Netanyahu: While world powers forge Iran deal, Tehran shouts 'Death to America and Israel'

Prime minister plays cabinet video of then US President Clinton praising nuclear deal with North Korea, 12 years before Pyongyang detonated first nuclear device.

Netanyahu speaks about Iran deal
While the world powers may be willing to come to terms with capitulation to an Iranian regime that continuously calls for the destruction of the Jewish State, Israel is not willing to do so, Prime Minister Benjamin Netanyahu said at the start of Sunday's cabinet meeting.
Netanyahu, alone among world leaders publicly railing against the apparently impending nuclear deal with Iran, said that Iran is not hiding its aggressive intentions against Israel and the US even as the negotiations in Vienna are continuing.
He said that the Iranian Supreme Leader, Ayatollah Ali Khamenei, was quoted over the weekend as saying that Iran “needs to plan to fight the US regardless of whether there is an agreement.”
And Iran's President Hassan Rouhani, Netanyahu pointed out, stood Friday at the head of the anti-Israel Quds Day “march of hatred” in the streets of Tehran, during which “US and Israeli flags were burned, and in which many chanted 'Death to America' and 'Death to Israel.'”
All of this is happening, he said, as the “march of concessions to Iran continues in Vienna, concessions even on issues that had been marked as red lines in the Lausanne package, which is a bad deal in its own right.”
The agreement being hammered out, the prime minister warned again,  “will pave Iran's way to many nuclear bombs and gives it hundreds of billions of dollars for its terrorism and conquest machine, thereby engaging the peace of the entire world.”
To stress the wrongheaded nature of the agreement, Netanyahu played a 57-second video of former US president Bill Clinton announcing the signing of a nuclear agreement with North Korea on October 31, 1994.
"Before I take your questions, I'd like to say just a word about the framework with North Korea that [then chief US negotiator] Ambassador [Robert] Gallucci signed this morning. This is a good deal for the United States," the video shows Clinton saying at a press conference.
"North Korea will freeze and then dismantle its nuclear program. South Korea and our other allies will be better protected. The entire world will be safer as we slow the spread of nuclear weapons.”
Clinton said that the “United States and international inspectors will carefully monitor North Korea to make sure it keeps its commitments. Only as it does so will North Korea fully join the community of nations."
Twelve years later, in 2006, North Korea detonated its first underground nuclear explosion.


**HOW TO COMPLETE THIS TASK:** Return every record below exactly as written.

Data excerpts
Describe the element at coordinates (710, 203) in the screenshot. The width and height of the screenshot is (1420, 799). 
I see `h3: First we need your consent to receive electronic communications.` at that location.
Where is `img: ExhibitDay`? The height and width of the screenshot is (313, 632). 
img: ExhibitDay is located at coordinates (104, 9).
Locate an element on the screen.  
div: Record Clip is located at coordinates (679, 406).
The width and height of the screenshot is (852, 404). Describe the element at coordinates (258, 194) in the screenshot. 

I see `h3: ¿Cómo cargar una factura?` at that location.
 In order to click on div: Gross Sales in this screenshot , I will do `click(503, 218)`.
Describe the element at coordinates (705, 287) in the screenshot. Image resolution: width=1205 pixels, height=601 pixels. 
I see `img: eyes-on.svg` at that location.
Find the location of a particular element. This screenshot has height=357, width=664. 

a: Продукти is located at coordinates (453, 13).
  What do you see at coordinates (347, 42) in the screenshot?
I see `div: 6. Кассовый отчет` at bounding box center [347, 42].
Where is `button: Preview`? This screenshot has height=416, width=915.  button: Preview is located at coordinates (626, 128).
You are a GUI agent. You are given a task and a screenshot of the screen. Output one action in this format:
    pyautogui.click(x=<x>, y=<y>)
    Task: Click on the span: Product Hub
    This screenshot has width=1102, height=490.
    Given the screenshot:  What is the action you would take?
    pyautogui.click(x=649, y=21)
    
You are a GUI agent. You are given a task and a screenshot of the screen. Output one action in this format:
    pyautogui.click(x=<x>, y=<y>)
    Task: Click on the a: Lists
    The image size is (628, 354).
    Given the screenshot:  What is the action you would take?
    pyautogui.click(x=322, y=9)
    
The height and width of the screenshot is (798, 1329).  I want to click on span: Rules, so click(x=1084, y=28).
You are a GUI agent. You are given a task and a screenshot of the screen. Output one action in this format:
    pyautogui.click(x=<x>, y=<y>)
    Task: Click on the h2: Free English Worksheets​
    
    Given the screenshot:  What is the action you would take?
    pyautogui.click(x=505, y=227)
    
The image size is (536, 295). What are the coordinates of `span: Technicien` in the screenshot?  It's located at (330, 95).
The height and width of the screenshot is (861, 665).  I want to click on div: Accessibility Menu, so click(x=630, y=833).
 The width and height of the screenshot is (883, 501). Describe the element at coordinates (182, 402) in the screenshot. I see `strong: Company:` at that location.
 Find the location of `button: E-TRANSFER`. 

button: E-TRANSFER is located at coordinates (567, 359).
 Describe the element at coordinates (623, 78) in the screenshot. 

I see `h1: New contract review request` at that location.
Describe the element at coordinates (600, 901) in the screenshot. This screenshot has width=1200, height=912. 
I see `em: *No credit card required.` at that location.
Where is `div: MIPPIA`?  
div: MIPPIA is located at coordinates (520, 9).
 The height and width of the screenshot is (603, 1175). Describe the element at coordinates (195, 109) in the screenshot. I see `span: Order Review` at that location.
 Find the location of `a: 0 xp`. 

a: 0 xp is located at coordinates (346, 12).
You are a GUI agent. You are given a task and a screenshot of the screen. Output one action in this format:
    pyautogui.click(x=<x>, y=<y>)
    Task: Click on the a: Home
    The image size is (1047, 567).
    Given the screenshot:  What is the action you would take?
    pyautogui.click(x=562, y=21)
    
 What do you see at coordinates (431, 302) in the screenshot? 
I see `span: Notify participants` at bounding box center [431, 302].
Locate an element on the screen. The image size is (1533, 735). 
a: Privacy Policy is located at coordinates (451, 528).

**WORKED SOLUTION:**
Describe the element at coordinates (710, 203) in the screenshot. The width and height of the screenshot is (1420, 799). 
I see `h3: First we need your consent to receive electronic communications.` at that location.
Where is `img: ExhibitDay`? The height and width of the screenshot is (313, 632). 
img: ExhibitDay is located at coordinates (104, 9).
Locate an element on the screen.  
div: Record Clip is located at coordinates (679, 406).
The width and height of the screenshot is (852, 404). Describe the element at coordinates (258, 194) in the screenshot. 

I see `h3: ¿Cómo cargar una factura?` at that location.
 In order to click on div: Gross Sales in this screenshot , I will do `click(503, 218)`.
Describe the element at coordinates (705, 287) in the screenshot. Image resolution: width=1205 pixels, height=601 pixels. 
I see `img: eyes-on.svg` at that location.
Find the location of a particular element. This screenshot has height=357, width=664. 

a: Продукти is located at coordinates (453, 13).
  What do you see at coordinates (347, 42) in the screenshot?
I see `div: 6. Кассовый отчет` at bounding box center [347, 42].
Where is `button: Preview`? This screenshot has height=416, width=915.  button: Preview is located at coordinates (626, 128).
You are a GUI agent. You are given a task and a screenshot of the screen. Output one action in this format:
    pyautogui.click(x=<x>, y=<y>)
    Task: Click on the span: Product Hub
    This screenshot has width=1102, height=490.
    Given the screenshot:  What is the action you would take?
    pyautogui.click(x=649, y=21)
    
You are a GUI agent. You are given a task and a screenshot of the screen. Output one action in this format:
    pyautogui.click(x=<x>, y=<y>)
    Task: Click on the a: Lists
    The image size is (628, 354).
    Given the screenshot:  What is the action you would take?
    pyautogui.click(x=322, y=9)
    
The height and width of the screenshot is (798, 1329).  I want to click on span: Rules, so click(x=1084, y=28).
You are a GUI agent. You are given a task and a screenshot of the screen. Output one action in this format:
    pyautogui.click(x=<x>, y=<y>)
    Task: Click on the h2: Free English Worksheets​
    
    Given the screenshot:  What is the action you would take?
    pyautogui.click(x=505, y=227)
    
The image size is (536, 295). What are the coordinates of `span: Technicien` in the screenshot?  It's located at (330, 95).
The height and width of the screenshot is (861, 665).  I want to click on div: Accessibility Menu, so click(x=630, y=833).
 The width and height of the screenshot is (883, 501). Describe the element at coordinates (182, 402) in the screenshot. I see `strong: Company:` at that location.
 Find the location of `button: E-TRANSFER`. 

button: E-TRANSFER is located at coordinates (567, 359).
 Describe the element at coordinates (623, 78) in the screenshot. 

I see `h1: New contract review request` at that location.
Describe the element at coordinates (600, 901) in the screenshot. This screenshot has width=1200, height=912. 
I see `em: *No credit card required.` at that location.
Where is `div: MIPPIA`?  
div: MIPPIA is located at coordinates (520, 9).
 The height and width of the screenshot is (603, 1175). Describe the element at coordinates (195, 109) in the screenshot. I see `span: Order Review` at that location.
 Find the location of `a: 0 xp`. 

a: 0 xp is located at coordinates (346, 12).
You are a GUI agent. You are given a task and a screenshot of the screen. Output one action in this format:
    pyautogui.click(x=<x>, y=<y>)
    Task: Click on the a: Home
    The image size is (1047, 567).
    Given the screenshot:  What is the action you would take?
    pyautogui.click(x=562, y=21)
    
 What do you see at coordinates (431, 302) in the screenshot? 
I see `span: Notify participants` at bounding box center [431, 302].
Locate an element on the screen. The image size is (1533, 735). 
a: Privacy Policy is located at coordinates (451, 528).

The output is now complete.